This is a running review of the book Spirits of the Dead. Find out more here.
My opinion on the penultimate story in this collection has not changed since I first came across it 2015 in a collection of works inspired by Arthur Machen. So...
Ron Weighell's 'The Chapel of Infernal Devotion' is not just an erudite horror story but an extended essay on Machen's cultural significance. It follows a book collector who fails to secure a particular illustration at an auction. His researches reveal a link between the mysterious artist, who used the name Adam Midnight, and Machen. Midnight, whose real name was Philip Youlden, seems to have had a more than purely aesthetic interest in the occult. Our hero is inspired to try and find out more.
Thus begins an odyssey that takes the protagonist from the relatively comfortable world of book dealers to the strange house of Plas Gwyllion, where an elderly musician guards Youlden's bizarre and dangerous legacy. Along the way we encounter Sixties counter-culture and a sly reference to that noted Machen fan, H.P. Lovecraft. 'The White People' casts its spell, as does 'The Great God Pan'. There is more intense physicality in Weighell's approach to Machen's legacy, with the enduring theme of miscegenation between humans and other, older races.
And thus we near the end of this collection, and another previously unpublished story will round things off!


### TASK DIRECTIONS
Look through the lines below, find those with the word "pixels", and copy them.

* * * * * * * * *

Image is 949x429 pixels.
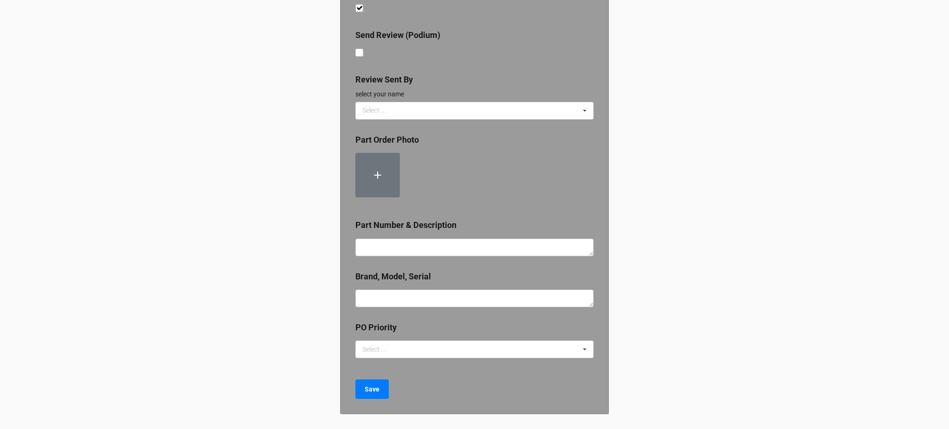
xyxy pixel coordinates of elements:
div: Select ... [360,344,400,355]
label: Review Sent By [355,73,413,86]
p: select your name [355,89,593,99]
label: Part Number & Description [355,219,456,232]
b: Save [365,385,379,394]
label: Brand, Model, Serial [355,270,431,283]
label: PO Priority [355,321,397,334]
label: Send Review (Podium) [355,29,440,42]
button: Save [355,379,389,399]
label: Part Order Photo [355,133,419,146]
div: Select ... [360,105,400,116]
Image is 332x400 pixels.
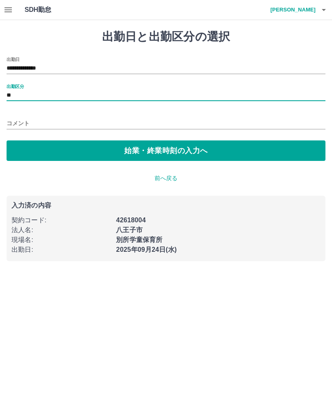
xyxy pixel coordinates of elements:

* * * * * * * * *

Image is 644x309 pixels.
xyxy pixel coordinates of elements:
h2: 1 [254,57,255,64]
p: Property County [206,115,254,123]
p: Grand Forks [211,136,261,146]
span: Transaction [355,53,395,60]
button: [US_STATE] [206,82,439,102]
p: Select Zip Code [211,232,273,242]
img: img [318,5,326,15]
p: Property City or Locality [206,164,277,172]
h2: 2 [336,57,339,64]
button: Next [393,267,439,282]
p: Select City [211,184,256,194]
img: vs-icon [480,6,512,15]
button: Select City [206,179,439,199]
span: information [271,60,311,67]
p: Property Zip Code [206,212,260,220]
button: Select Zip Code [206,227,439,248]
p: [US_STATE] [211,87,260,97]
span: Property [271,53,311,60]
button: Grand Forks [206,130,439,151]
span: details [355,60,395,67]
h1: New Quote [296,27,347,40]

* * * * * * * * *

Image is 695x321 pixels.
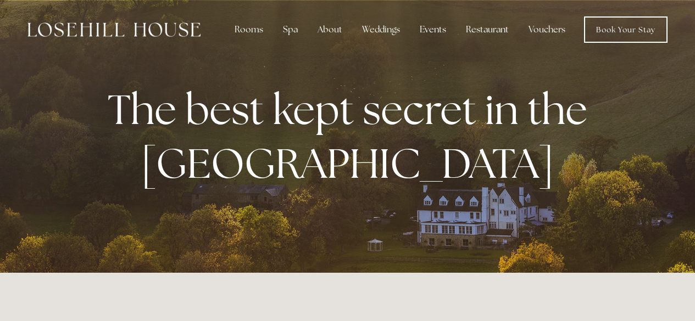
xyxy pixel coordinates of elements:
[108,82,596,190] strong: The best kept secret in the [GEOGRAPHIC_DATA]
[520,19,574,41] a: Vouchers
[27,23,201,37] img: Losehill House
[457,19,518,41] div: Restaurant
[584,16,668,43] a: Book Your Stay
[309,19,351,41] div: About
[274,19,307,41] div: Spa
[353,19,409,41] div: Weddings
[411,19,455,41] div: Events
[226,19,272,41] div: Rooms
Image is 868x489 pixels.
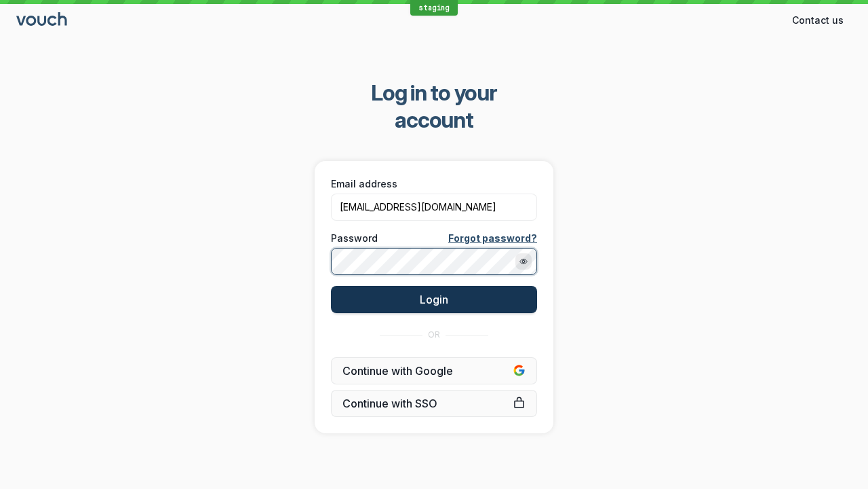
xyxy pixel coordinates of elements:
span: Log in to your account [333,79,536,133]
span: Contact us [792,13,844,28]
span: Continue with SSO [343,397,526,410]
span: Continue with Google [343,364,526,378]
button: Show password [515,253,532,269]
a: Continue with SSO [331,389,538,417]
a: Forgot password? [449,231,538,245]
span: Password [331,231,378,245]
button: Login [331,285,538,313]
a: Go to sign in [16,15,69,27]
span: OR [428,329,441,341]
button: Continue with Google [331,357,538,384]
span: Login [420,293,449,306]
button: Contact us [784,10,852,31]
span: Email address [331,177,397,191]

* * * * * * * * *

### RESPONSE
Image is 949x429 pixels.
Image is 332x400 pixels.
Image is 644x309 pixels.
Image is 695x321 pixels.
Image is 868x489 pixels.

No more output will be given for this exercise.